RBC predicts inflation to remain steady at 2.7 per cent.
“The easing of Canadian inflation pressures has slowed in recent months,” Nathan Janzen, assistant chief economist at RBC, said in a note to clients.
He said even a steady inflation reading on Tuesday shouldn’t prevent another rate cut in September.
The central bank’s next rate announcement is scheduled for next month, with economists predicting another rate cut of 25 basis points.
“Based on what we know about what’s happening with inflation and the fact that it’s behaving quite well, it’s become less of a concern for the Bank of Canada,” said James Orlando, director of economics at TD. “The concern was that they should go slow with respect to rate cuts, because they were worried inflation was going to perk back up, but everything we’ve seen in inflation is the opposite of that.”

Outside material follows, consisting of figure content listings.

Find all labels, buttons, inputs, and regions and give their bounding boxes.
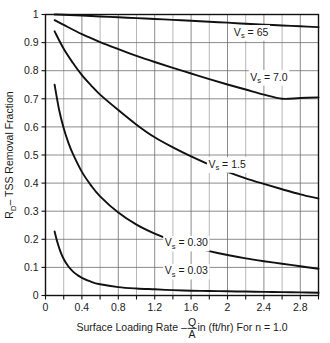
x-tick-label: 0.8 bbox=[111, 301, 126, 313]
y-tick-label: 0.6 bbox=[24, 121, 39, 133]
y-tick-label: 0.5 bbox=[24, 149, 39, 161]
x-tick-label: 2.4 bbox=[257, 301, 272, 313]
x-tick-label: 2 bbox=[225, 301, 231, 313]
x-tick-label: 1.2 bbox=[147, 301, 162, 313]
y-tick-label: 0.4 bbox=[24, 177, 39, 189]
x-tick-label: 0 bbox=[43, 301, 49, 313]
x-axis-title-numerator: Q bbox=[188, 316, 196, 328]
x-axis-title-prefix: Surface Loading Rate – bbox=[76, 321, 186, 333]
chart-container: 00.40.81.21.622.42.8 00.10.20.30.40.50.6… bbox=[0, 0, 330, 343]
y-tick-label: 0 bbox=[33, 289, 39, 301]
y-tick-label: 0.7 bbox=[24, 93, 39, 105]
y-tick-label: 1 bbox=[33, 8, 39, 20]
x-axis-title-denominator: A bbox=[189, 328, 196, 340]
y-tick-label: 0.1 bbox=[24, 261, 39, 273]
y-tick-label: 0.3 bbox=[24, 205, 39, 217]
x-axis-title-suffix: in (ft/hr) For n = 1.0 bbox=[197, 321, 287, 333]
y-tick-label: 0.8 bbox=[24, 64, 39, 76]
x-tick-label: 0.4 bbox=[75, 301, 90, 313]
y-tick-label: 0.2 bbox=[24, 233, 39, 245]
x-tick-label: 2.8 bbox=[293, 301, 308, 313]
tss-removal-chart: 00.40.81.21.622.42.8 00.10.20.30.40.50.6… bbox=[0, 0, 330, 343]
y-tick-label: 0.9 bbox=[24, 36, 39, 48]
x-tick-label: 1.6 bbox=[184, 301, 199, 313]
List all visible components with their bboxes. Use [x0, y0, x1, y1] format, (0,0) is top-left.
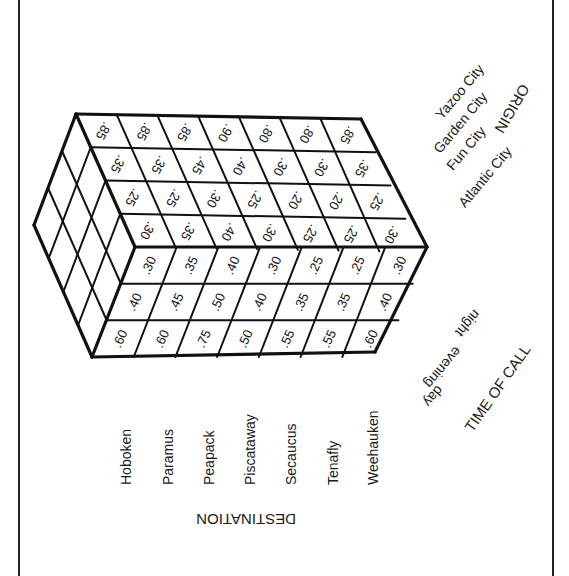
top-cell-value: .25: [367, 190, 389, 213]
top-cell-value: .25: [122, 186, 144, 209]
front-cell-value: .50: [235, 327, 256, 350]
top-cell-value: .25: [244, 188, 266, 211]
front-cell-value: .25: [305, 254, 326, 277]
destination-label-piscataway: Piscataway: [242, 414, 258, 485]
front-cell-value: .60: [109, 327, 130, 350]
top-cell-value: .25: [341, 223, 363, 246]
top-cell-value: .30: [311, 156, 333, 179]
destination-label-weehauken: Weehauken: [365, 411, 381, 485]
destination-label-paramus: Paramus: [160, 429, 176, 485]
top-cell-value: .80: [296, 123, 318, 146]
top-cell-value: .30: [381, 223, 403, 246]
destination-label-secaucus: Secaucus: [283, 424, 299, 485]
top-cell-value: .85: [93, 119, 115, 142]
cube-edge: [34, 225, 92, 357]
front-cell-value: .30: [138, 254, 159, 277]
top-cell-value: .20: [285, 189, 307, 212]
top-face-grid: .85.85.85.90.80.80.85.35.35.45.40.30.30.…: [91, 115, 406, 252]
front-cell-value: .60: [151, 327, 172, 350]
destination-label-peapack: Peapack: [201, 431, 217, 485]
front-cell-value: .40: [124, 291, 145, 314]
top-cell-value: .20: [326, 189, 348, 212]
front-cell-value: .25: [347, 254, 368, 277]
front-cell-value: .30: [388, 254, 409, 277]
top-cell-value: .45: [189, 154, 211, 177]
top-cell-value: .30: [259, 221, 281, 244]
front-cell-value: .35: [180, 254, 201, 277]
top-cell-value: .25: [300, 222, 322, 245]
top-cell-value: .90: [215, 122, 237, 145]
top-cell-value: .30: [204, 187, 226, 210]
destination-axis-title: DESTINATION: [196, 511, 296, 528]
front-cell-value: .75: [193, 327, 214, 350]
front-cell-value: .55: [318, 327, 339, 350]
cube-diagram: .85.85.85.90.80.80.85.35.35.45.40.30.30.…: [0, 0, 569, 576]
front-cell-value: .40: [249, 291, 270, 314]
top-cell-value: .40: [230, 155, 252, 178]
top-cell-value: .85: [337, 124, 359, 147]
top-cell-value: .35: [352, 157, 374, 180]
top-cell-value: .30: [137, 219, 159, 242]
front-face-grid: .30.35.40.30.25.25.30.40.45.50.40.35.35.…: [106, 247, 412, 357]
top-cell-value: .85: [174, 121, 196, 144]
top-cell-value: .25: [163, 187, 185, 210]
destination-label-tenafly: Tenafly: [325, 441, 341, 485]
front-cell-value: .40: [374, 291, 395, 314]
top-cell-value: .30: [270, 156, 292, 179]
top-cell-value: .35: [148, 153, 170, 176]
front-cell-value: .45: [165, 291, 186, 314]
top-cell-value: .40: [218, 221, 240, 244]
top-cell-value: .35: [107, 153, 129, 176]
top-cell-value: .85: [133, 120, 155, 143]
top-cell-value: .80: [256, 122, 278, 145]
front-cell-value: .40: [222, 254, 243, 277]
front-cell-value: .30: [263, 254, 284, 277]
front-cell-value: .35: [332, 291, 353, 314]
destination-label-hoboken: Hoboken: [118, 429, 134, 485]
left-face-grid: [48, 147, 121, 325]
front-cell-value: .50: [207, 291, 228, 314]
front-cell-value: .35: [291, 291, 312, 314]
top-cell-value: .35: [178, 220, 200, 243]
front-cell-value: .55: [276, 327, 297, 350]
left-col-divider: [48, 188, 107, 321]
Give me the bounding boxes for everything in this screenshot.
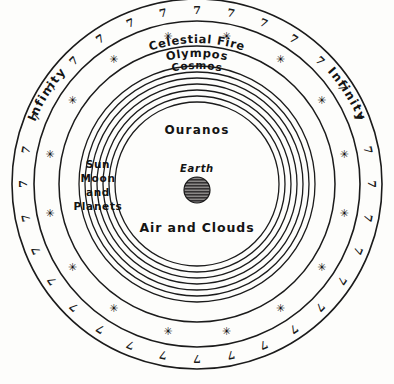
- flame-icon: 7: [158, 348, 168, 362]
- star-icon: ✳: [45, 148, 54, 161]
- star-icon: ✳: [68, 94, 77, 107]
- star-icon: ✳: [222, 325, 231, 338]
- star-icon: ✳: [317, 94, 326, 107]
- star-icon: ✳: [317, 261, 326, 274]
- flame-icon: 7: [287, 321, 301, 336]
- star-icon: ✳: [276, 302, 285, 315]
- label-ouranos: Ouranos: [164, 123, 229, 137]
- flame-icon: 7: [226, 6, 236, 20]
- flame-icon: 7: [313, 300, 328, 315]
- cosmology-diagram: 77777777777777777777777777777777 ✳✳✳✳✳✳✳…: [0, 0, 394, 384]
- label-infinity-left: Infinity: [25, 64, 69, 123]
- star-icon: ✳: [276, 53, 285, 66]
- flame-icon: 7: [17, 180, 30, 188]
- flame-icon: 7: [287, 32, 301, 47]
- flame-icon: 7: [193, 4, 201, 17]
- flame-icon: 7: [19, 145, 33, 155]
- label-and: and: [86, 186, 110, 198]
- flame-icon: 7: [361, 213, 375, 223]
- flame-icon: 7: [94, 32, 108, 47]
- star-icon: ✳: [68, 261, 77, 274]
- flame-icon: 7: [350, 245, 365, 257]
- flame-icon: 7: [45, 274, 60, 288]
- flame-icon: 7: [67, 54, 82, 69]
- flame-icon: 7: [158, 6, 168, 20]
- earth-body: [184, 177, 210, 203]
- flame-icon: 7: [193, 352, 201, 365]
- flame-icon: 7: [19, 213, 33, 223]
- flame-icon: 7: [258, 16, 270, 31]
- star-icon: ✳: [340, 207, 349, 220]
- star-icon: ✳: [109, 302, 118, 315]
- star-icon: ✳: [340, 148, 349, 161]
- label-air-and-clouds: Air and Clouds: [139, 220, 254, 235]
- cosmos-canvas: 77777777777777777777777777777777 ✳✳✳✳✳✳✳…: [0, 0, 394, 384]
- label-planets: Planets: [73, 200, 122, 212]
- label-sun: Sun: [86, 158, 111, 170]
- flame-icon: 7: [361, 145, 375, 155]
- label-infinity-right: Infinity: [325, 64, 369, 123]
- flame-icon: 7: [94, 321, 108, 336]
- flame-icon: 7: [365, 180, 378, 188]
- flame-icon: 7: [313, 54, 328, 69]
- flame-icon: 7: [67, 300, 82, 315]
- flame-icon: 7: [124, 16, 136, 31]
- flame-icon: 7: [124, 337, 136, 352]
- flame-icon: 7: [226, 348, 236, 362]
- label-earth: Earth: [180, 163, 214, 174]
- flame-icon: 7: [334, 274, 349, 288]
- earth-body-group: [184, 177, 210, 203]
- flame-icon: 7: [258, 337, 270, 352]
- star-icon: ✳: [45, 207, 54, 220]
- star-icon: ✳: [109, 53, 118, 66]
- label-moon: Moon: [80, 172, 115, 184]
- star-icon: ✳: [163, 325, 172, 338]
- flame-icon: 7: [29, 245, 44, 257]
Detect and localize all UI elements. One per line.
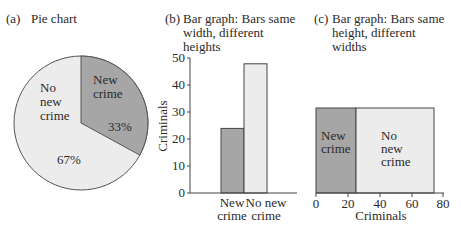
bar-graph-c: 0 20 40 60 80 Criminals New crime No new… (313, 108, 450, 223)
pie-chart: New crime 33% No new crime 67% (14, 56, 148, 190)
ytick-40: 40 (172, 77, 185, 92)
xcat-crime: crime (217, 208, 247, 223)
xtick-20: 20 (342, 196, 355, 211)
pie-label-crime: crime (93, 86, 123, 101)
x-axis-label-c: Criminals (355, 208, 406, 223)
ytick-50: 50 (172, 50, 185, 65)
bar-c-label-crime: crime (321, 141, 351, 156)
bar-c-label-crime2: crime (381, 154, 411, 169)
y-axis-label: Criminals (155, 100, 170, 151)
pie-label-no: No (40, 80, 56, 95)
ytick-10: 10 (172, 158, 185, 173)
ytick-20: 20 (172, 131, 185, 146)
xcat-crime2: crime (251, 208, 281, 223)
ytick-0: 0 (179, 185, 186, 200)
ytick-30: 30 (172, 104, 185, 119)
pie-label-new2: new (40, 94, 62, 109)
pie-pct-new-crime: 33% (108, 119, 132, 134)
bar-new-crime (221, 128, 244, 193)
bar-no-new-crime (244, 64, 267, 193)
xtick-0: 0 (313, 196, 320, 211)
xtick-80: 80 (437, 196, 450, 211)
xtick-60: 60 (406, 196, 419, 211)
pie-label-crime2: crime (40, 108, 70, 123)
bar-graph-b: 0 10 20 30 40 50 Criminals New crime No … (155, 50, 297, 223)
y-tick-labels: 0 10 20 30 40 50 (172, 50, 185, 200)
charts-canvas: New crime 33% No new crime 67% 0 10 20 3… (0, 0, 461, 229)
pie-label-new: New (93, 72, 118, 87)
pie-pct-no-new-crime: 67% (57, 152, 81, 167)
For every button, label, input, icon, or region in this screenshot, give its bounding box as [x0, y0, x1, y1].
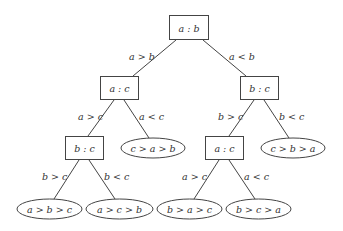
- leaf-b-a-c: b > a > c: [157, 199, 222, 219]
- leaf-c-b-a-label: c > b > a: [270, 143, 315, 154]
- edge-label-rl-rll: a > c: [182, 171, 208, 182]
- leaf-a-b-c: a > b > c: [17, 199, 82, 219]
- edge-label-r-rl: b > c: [218, 111, 244, 122]
- edge-label-ll-lll: b > c: [42, 171, 68, 182]
- node-left-left-label: b : c: [74, 143, 95, 154]
- leaf-b-c-a-label: b > c > a: [236, 204, 281, 215]
- leaf-c-a-b: c > a > b: [121, 138, 185, 158]
- edge-label-l-ll: a > c: [78, 111, 104, 122]
- node-left-left: b : c: [66, 137, 104, 160]
- edge-label-r-rr: b < c: [279, 111, 305, 122]
- leaf-b-c-a: b > c > a: [226, 199, 291, 219]
- leaf-b-a-c-label: b > a > c: [167, 204, 213, 215]
- edge-label-root-left: a > b: [129, 51, 155, 62]
- leaf-a-c-b-label: a > c > b: [97, 204, 142, 215]
- edge-label-l-lr: a < c: [139, 111, 165, 122]
- leaf-a-c-b: a > c > b: [86, 199, 153, 219]
- edge-label-ll-llr: b < c: [104, 171, 130, 182]
- leaf-a-b-c-label: a > b > c: [27, 204, 73, 215]
- node-right: b : c: [241, 77, 279, 100]
- edge-label-rl-rlr: a < c: [244, 171, 270, 182]
- node-right-left-label: a : c: [214, 143, 235, 154]
- leaf-c-a-b-label: c > a > b: [130, 143, 175, 154]
- node-left: a : c: [101, 77, 139, 100]
- edge-label-root-right: a < b: [229, 51, 255, 62]
- node-left-label: a : c: [109, 83, 130, 94]
- node-right-label: b : c: [249, 83, 270, 94]
- decision-tree-diagram: a > b a < b a > c a < c b > c b < c b > …: [0, 0, 343, 231]
- leaf-c-b-a: c > b > a: [261, 138, 325, 158]
- node-root: a : b: [170, 16, 209, 40]
- node-right-left: a : c: [206, 137, 244, 160]
- node-root-label: a : b: [179, 23, 200, 34]
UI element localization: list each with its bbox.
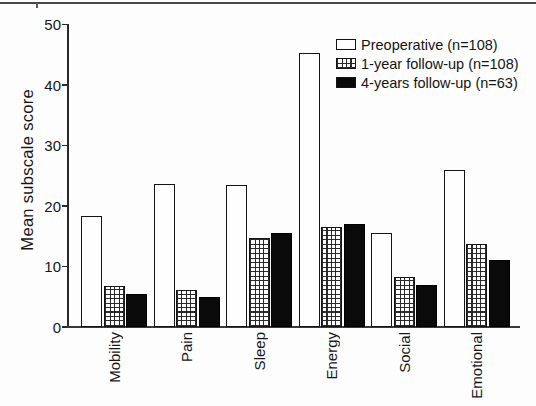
bar-sleep-preoperative bbox=[226, 185, 247, 327]
legend-swatch-preoperative bbox=[336, 39, 356, 50]
y-axis-tick bbox=[62, 266, 67, 268]
legend-label: 1-year follow-up (n=108) bbox=[361, 56, 519, 72]
y-axis-tick bbox=[62, 326, 67, 328]
legend-label: 4-years follow-up (n=63) bbox=[361, 75, 518, 91]
legend-swatch-4-years-follow-up bbox=[336, 77, 356, 88]
y-axis-tick-label: 10 bbox=[24, 258, 61, 275]
y-axis-tick-label: 40 bbox=[24, 77, 61, 94]
x-axis-label-sleep: Sleep bbox=[251, 332, 268, 370]
y-axis-tick-label: 50 bbox=[24, 16, 61, 33]
bar-sleep-4-years-follow-up bbox=[271, 233, 292, 327]
page-rule-mark bbox=[36, 3, 38, 8]
x-axis-label-social: Social bbox=[396, 332, 413, 373]
y-axis-line bbox=[67, 24, 69, 328]
bar-emotional-1-year-follow-up bbox=[466, 244, 487, 327]
y-axis-title: Mean subscale score bbox=[18, 89, 37, 251]
bar-energy-preoperative bbox=[299, 53, 320, 327]
bar-mobility-preoperative bbox=[81, 216, 102, 327]
y-axis-tick bbox=[62, 84, 67, 86]
bar-pain-1-year-follow-up bbox=[176, 290, 197, 327]
bar-emotional-4-years-follow-up bbox=[489, 260, 510, 327]
page-rule bbox=[0, 2, 536, 4]
bar-energy-4-years-follow-up bbox=[344, 224, 365, 327]
quality-of-life-bar-chart-figure: Mean subscale score 01020304050 Mobility… bbox=[0, 0, 536, 406]
legend-label: Preoperative (n=108) bbox=[361, 37, 498, 53]
x-axis-label-emotional: Emotional bbox=[468, 332, 485, 399]
bar-social-4-years-follow-up bbox=[416, 285, 437, 327]
legend-item: 4-years follow-up (n=63) bbox=[336, 73, 519, 92]
bar-mobility-4-years-follow-up bbox=[126, 294, 147, 327]
bar-social-1-year-follow-up bbox=[394, 277, 415, 327]
y-axis-tick-label: 0 bbox=[24, 319, 61, 336]
bar-energy-1-year-follow-up bbox=[321, 227, 342, 327]
bar-pain-4-years-follow-up bbox=[199, 297, 220, 327]
x-axis-label-pain: Pain bbox=[178, 332, 195, 362]
bar-mobility-1-year-follow-up bbox=[104, 286, 125, 327]
bar-emotional-preoperative bbox=[444, 170, 465, 327]
legend-item: Preoperative (n=108) bbox=[336, 35, 519, 54]
legend-item: 1-year follow-up (n=108) bbox=[336, 54, 519, 73]
bar-sleep-1-year-follow-up bbox=[249, 238, 270, 327]
y-axis-tick-label: 30 bbox=[24, 137, 61, 154]
x-axis-label-energy: Energy bbox=[323, 332, 340, 380]
y-axis-tick bbox=[62, 205, 67, 207]
y-axis-tick bbox=[62, 24, 67, 26]
bar-social-preoperative bbox=[371, 233, 392, 327]
legend: Preoperative (n=108)1-year follow-up (n=… bbox=[336, 35, 519, 92]
y-axis-tick-label: 20 bbox=[24, 198, 61, 215]
x-axis-label-mobility: Mobility bbox=[106, 332, 123, 383]
bar-pain-preoperative bbox=[154, 184, 175, 327]
y-axis-tick bbox=[62, 145, 67, 147]
legend-swatch-1-year-follow-up bbox=[336, 58, 356, 69]
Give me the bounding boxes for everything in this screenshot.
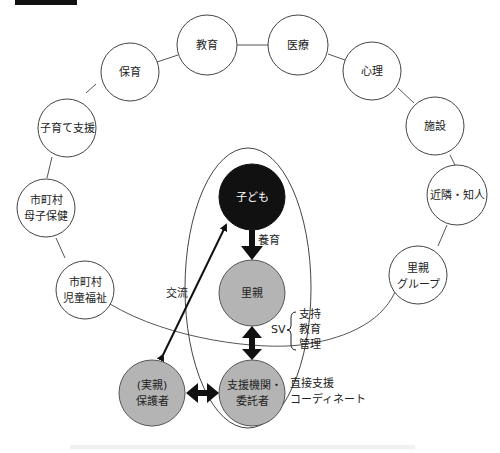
node-satooya-group (389, 246, 447, 304)
figure-tag (15, 0, 77, 5)
label-sv-support: 支持 (299, 307, 321, 321)
label-jido-1: 市町村 (69, 275, 102, 289)
sv-brace (287, 312, 296, 350)
label-satooya-group-1: 里親 (407, 262, 429, 275)
node-jido (56, 261, 114, 319)
label-foster-parent: 里親 (241, 287, 263, 300)
node-boshi (17, 179, 75, 237)
sv-double-arrow (242, 326, 262, 360)
label-satooya-group-2: グループ (397, 277, 440, 291)
label-kosodate: 子育て支援 (40, 121, 95, 135)
label-boshi-1: 市町村 (30, 193, 63, 207)
label-jido-2: 児童福祉 (63, 291, 107, 305)
label-sv-management: 管理 (299, 337, 321, 351)
label-kinrin: 近隣・知人 (430, 188, 485, 202)
label-kyoiku: 教育 (196, 38, 218, 52)
label-exchange: 交流 (166, 286, 188, 300)
label-nurture: 養育 (258, 233, 280, 247)
label-guardian-2: 保護者 (136, 394, 169, 408)
label-sv-education: 教育 (299, 322, 321, 336)
label-agency-2: 委託者 (236, 394, 269, 408)
label-iryo: 医療 (287, 38, 309, 52)
node-agency (219, 360, 285, 426)
label-shisetsu: 施設 (424, 119, 446, 133)
label-boshi-2: 母子保健 (24, 209, 68, 223)
label-guardian-1: (実親) (137, 378, 168, 392)
label-direct-support: 直接支援 (290, 376, 334, 390)
footer-caption-faded (70, 445, 415, 449)
label-hoiku: 保育 (119, 65, 141, 79)
label-agency-1: 支援機関・ (227, 378, 282, 392)
label-child: 子ども (236, 191, 269, 204)
label-shinri: 心理 (361, 65, 383, 78)
label-sv: SV (271, 323, 286, 336)
label-coordinate: コーディネート (290, 392, 366, 406)
support-network-diagram: 教育 医療 心理 施設 近隣・知人 里親 グループ 保育 子育て支援 市町村 母… (0, 0, 500, 453)
node-guardian (119, 360, 185, 426)
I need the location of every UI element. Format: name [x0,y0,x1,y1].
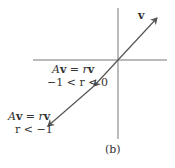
caption: (b) [105,144,121,156]
label-mid-equation: Av = rv [52,64,94,76]
vector-v [118,18,157,60]
vector-v-label: v [138,10,144,22]
vector-rv-low [48,86,94,126]
label-low-condition: r < −1 [15,124,53,136]
label-mid-condition: −1 < r < 0 [47,77,108,89]
label-low-equation: Av = rv [8,111,50,123]
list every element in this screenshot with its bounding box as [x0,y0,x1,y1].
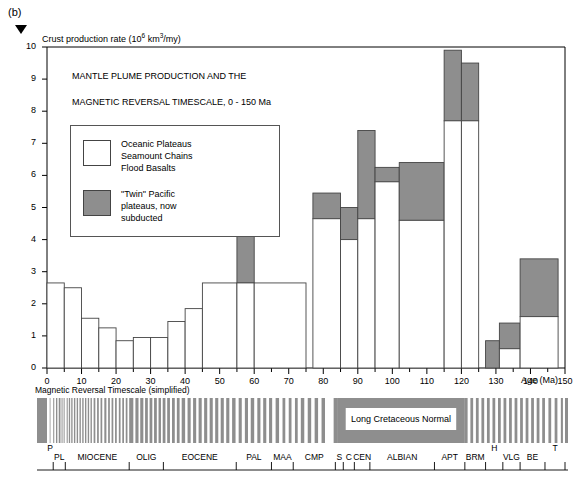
timescale-normal-chron [78,398,79,443]
x-tick-label: 90 [343,376,373,386]
stage-label: OLIG [116,452,176,462]
x-tick-label: 140 [515,376,545,386]
timescale-normal-chron [534,398,537,443]
timescale-normal-chron [133,398,135,443]
timescale-normal-chron [127,398,129,443]
x-tick-label: 60 [239,376,269,386]
bar-open-segment [99,328,116,368]
plot-canvas [0,0,582,484]
timescale-normal-chron [473,398,476,443]
timescale-normal-chron [196,398,198,443]
timescale-normal-chron [152,398,154,443]
timescale-normal-chron [523,398,526,443]
timescale-normal-chron [117,398,119,443]
y-tick-label: 10 [14,41,36,51]
timescale-normal-chron [242,398,245,443]
x-tick-label: 20 [101,376,131,386]
timescale-normal-chron [468,398,471,443]
timescale-normal-chron [285,398,288,443]
timescale-normal-chron [124,398,126,443]
bar-open-segment [313,219,341,368]
timescale-strip [37,398,568,443]
bar-open-segment [185,309,202,368]
timescale-normal-chron [185,398,187,443]
timescale-normal-chron [490,398,493,443]
x-tick-label: 40 [170,376,200,386]
timescale-normal-chron [512,398,515,443]
bar-open-segment [254,283,306,368]
timescale-normal-chron [113,398,115,443]
timescale-normal-chron [254,398,257,443]
timescale-normal-chron [102,398,104,443]
timescale-normal-chron [50,398,53,443]
timescale-normal-chron [148,398,150,443]
timescale-normal-chron [484,398,487,443]
timescale-normal-chron [495,398,498,443]
timescale-normal-chron [551,398,554,443]
timescale-normal-chron [539,398,542,443]
timescale-normal-chron [517,398,520,443]
timescale-normal-chron [73,398,74,443]
x-tick-label: 120 [446,376,476,386]
timescale-normal-chron [291,398,294,443]
timescale-normal-chron [63,398,64,443]
timescale-normal-chron [304,398,307,443]
x-tick-label: 130 [481,376,511,386]
bar-open-segment [116,341,133,368]
timescale-normal-chron [325,398,334,443]
timescale-normal-chron [298,398,301,443]
bar-open-segment [237,283,254,368]
timescale-normal-chron [248,398,251,443]
bar-grey-segment [313,193,341,219]
bar-grey-segment [358,130,375,218]
timescale-normal-chron [89,398,90,443]
timescale-normal-chron [266,398,269,443]
y-tick-label: 7 [14,137,36,147]
x-tick-label: 70 [274,376,304,386]
x-tick-label: 0 [32,376,62,386]
timescale-normal-chron [218,398,220,443]
stage-label: T [525,443,582,453]
timescale-normal-chron [86,398,87,443]
x-tick-label: 150 [550,376,580,386]
bar-open-segment [47,283,64,368]
y-tick-label: 4 [14,234,36,244]
y-tick-label: 5 [14,202,36,212]
y-tick-label: 2 [14,298,36,308]
bar-grey-segment [520,259,558,317]
legend-label-2: "Twin" Pacific plateaus, now subducted [121,188,177,224]
timescale-normal-chron [545,398,548,443]
timescale-normal-chron [57,398,58,443]
x-tick-label: 80 [308,376,338,386]
bar-open-segment [461,121,478,368]
x-tick-label: 110 [412,376,442,386]
timescale-caption: Magnetic Reversal Timescale (simplified) [35,386,189,396]
y-tick-label: 3 [14,266,36,276]
x-tick-label: 100 [377,376,407,386]
bar-open-segment [499,349,520,368]
timescale-normal-chron [175,398,177,443]
bar-open-segment [202,283,237,368]
x-tick-label: 10 [67,376,97,386]
timescale-normal-chron [68,398,69,443]
y-tick-label: 6 [14,169,36,179]
timescale-normal-chron [260,398,263,443]
timescale-normal-chron [157,398,159,443]
timescale-normal-chron [501,398,504,443]
bar-open-segment [520,317,558,368]
bar-grey-segment [341,208,358,240]
y-tick-label: 9 [14,73,36,83]
timescale-normal-chron [60,398,61,443]
timescale-normal-chron [65,398,67,443]
timescale-normal-chron [272,398,275,443]
legend: Oceanic Plateaus Seamount Chains Flood B… [70,125,280,237]
timescale-normal-chron [213,398,215,443]
timescale-normal-chron [84,398,85,443]
timescale-normal-chron [121,398,123,443]
timescale-normal-chron [165,398,167,443]
y-tick-label: 0 [14,362,36,372]
long-cretaceous-normal-label: Long Cretaceous Normal [346,408,457,430]
bar-open-segment [64,288,81,368]
bar-open-segment [444,121,461,368]
bar-open-segment [399,220,444,368]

Orlando said rates remain too high and need to come down to encourage sustained economic growth and avoid significant job losses. The unemployment rate ticked up to 6.4 per cent in June.
“While the Bank of Canada would prefer to see a further deceleration, especially with somewhat favourable base effects, steady core inflation won’t prevent another cut at the early-September policy announcement,” Benjamin Reitzes, an economist at BMO, said in a note. “Fortunately, there’s an even more favourable base effect next month, suggesting we’ll get at least one friendly reading ahead of the October Bank of Canada meeting.”
Last month, Bank of Canada governor Tiff Macklem said the economy continues to be in excess supply and signalled a more dovish stance, voicing concerns that inflation could fall too far.
“We need growth to pick up so inflation does not fall too much, even as we work to get inflation down to the two per cent target,” he said during the bank’s last policy rate announcement.